I assume it is yatsubusa because Brent identified and sold it as yatsubusa. I think I'd take Brent's ID over someone thinking he or she could ID it from a picture on a website.
Al, these trees from Brent are very big - like 16"+ in height and with 5"+ bases. It probably looks like seiju if you aren't aware of how big the trees are. The leaves on my seijju are probably about a 1/4", while the yatsubusa leaves are a good 1".
You guys throw the word Yatsubusa around like it means something. It is a Japanese word not used in real plant taxonomy and simply means "
small tufts" in Japanese. It is not used in the nursery trade because it has no meaning, any more than nishiki or arakawa. Currently in bonsai the word is used to define a rather "dwarf" species. Hokkaido and Seiju are both considered 'dwarf" species of ulmus.
So you guys seem to be argueing about a mutation of a mutation of a mutation? Ask yourself this can you grow seiju or yatsubusa from seed? What will happen if you plant both in the ground, will they hold true or do the continue to revert to elm foliage?

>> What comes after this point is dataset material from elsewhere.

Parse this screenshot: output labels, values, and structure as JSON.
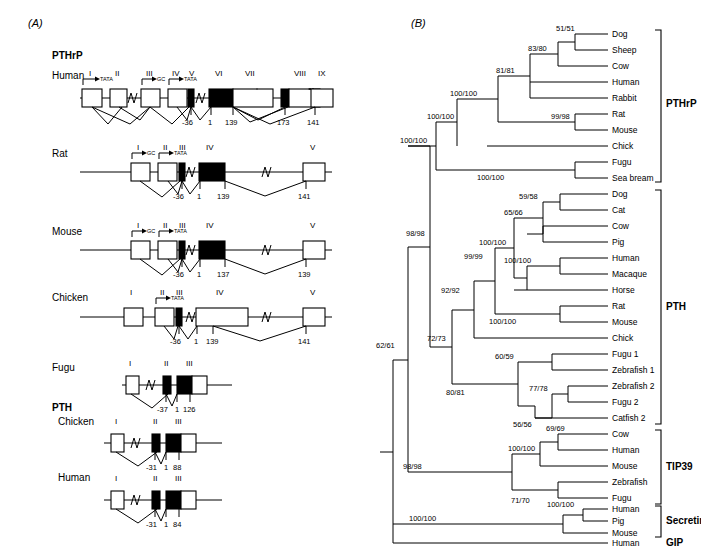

A mutation becomes a cultivar of the original species. It is propagated ( or
cultivated) by vegetive means only, cutting, grafting, layer. It does not hold true and will revert or suspend mutation over time.
A variety is a plant from a plant that was grown from seed and retains all the caracteristics of the parent plant. It is true to the parent.

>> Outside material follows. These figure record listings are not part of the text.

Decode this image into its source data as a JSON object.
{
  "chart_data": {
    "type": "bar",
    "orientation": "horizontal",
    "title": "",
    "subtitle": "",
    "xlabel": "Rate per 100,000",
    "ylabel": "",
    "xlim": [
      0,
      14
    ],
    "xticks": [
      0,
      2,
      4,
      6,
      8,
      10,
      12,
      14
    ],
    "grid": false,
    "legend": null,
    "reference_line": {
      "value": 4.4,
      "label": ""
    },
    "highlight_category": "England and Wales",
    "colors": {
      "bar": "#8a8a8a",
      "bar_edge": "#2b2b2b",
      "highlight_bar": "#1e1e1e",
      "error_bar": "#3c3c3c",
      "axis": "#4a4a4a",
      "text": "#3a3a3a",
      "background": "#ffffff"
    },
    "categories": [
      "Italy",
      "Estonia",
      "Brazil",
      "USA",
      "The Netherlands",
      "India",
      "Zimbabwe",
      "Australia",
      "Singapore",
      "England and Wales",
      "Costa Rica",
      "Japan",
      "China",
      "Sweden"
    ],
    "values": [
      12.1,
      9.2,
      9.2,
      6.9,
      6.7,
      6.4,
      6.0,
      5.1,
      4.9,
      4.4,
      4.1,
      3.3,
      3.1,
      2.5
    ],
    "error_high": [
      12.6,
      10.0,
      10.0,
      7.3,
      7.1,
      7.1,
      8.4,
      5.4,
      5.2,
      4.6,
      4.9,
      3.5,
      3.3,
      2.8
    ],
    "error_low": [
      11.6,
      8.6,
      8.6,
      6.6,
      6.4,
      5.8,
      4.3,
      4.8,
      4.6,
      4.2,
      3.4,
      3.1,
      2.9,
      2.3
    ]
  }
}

This is an acer palmatum. Period. It was grown from seed 35 years ago. Plain old green mountain maple. Hundreds of trees were planted. Most all made green maple palmatums. This is one that became a sport. What do we call it? Maybe a roughbark maple would be a good name. The Japanese word for rough bark is "Arakawa". All cultivars of Acer with rough bark are called Arakawa by the Japanese. It is a cultivar and not a variety. I can reproduce this by cutting and grafting only.
Here is a clump grown from seed with one mutation in the clump. All the same seed but one rough barked tree mutated to add some variety to the clump. Pretty special.
A Mikawa black pine is a
Variety of black pine and holds true to the parent via seed. Nishiki and arakawa are mostly
cultivars, mostly grafted
, and named for their appearence in Japanese nomanclature which means nothing except to those in bonsai.
Now about the elm....you can call it a Yasubusa or Seiju or Hokkaido or whatever, but it is a cultivar of
Ulmus parvifolia. You can't grow Hokkaido nor seiju nor yatsubusa from seed, and all of them over time will throw regular elm foliage from the trunk trying to revert back to the parent. It is perfectly acceptable to consider this tree seiju like in appearence and absolutely nothing to get ones panties in a bunch.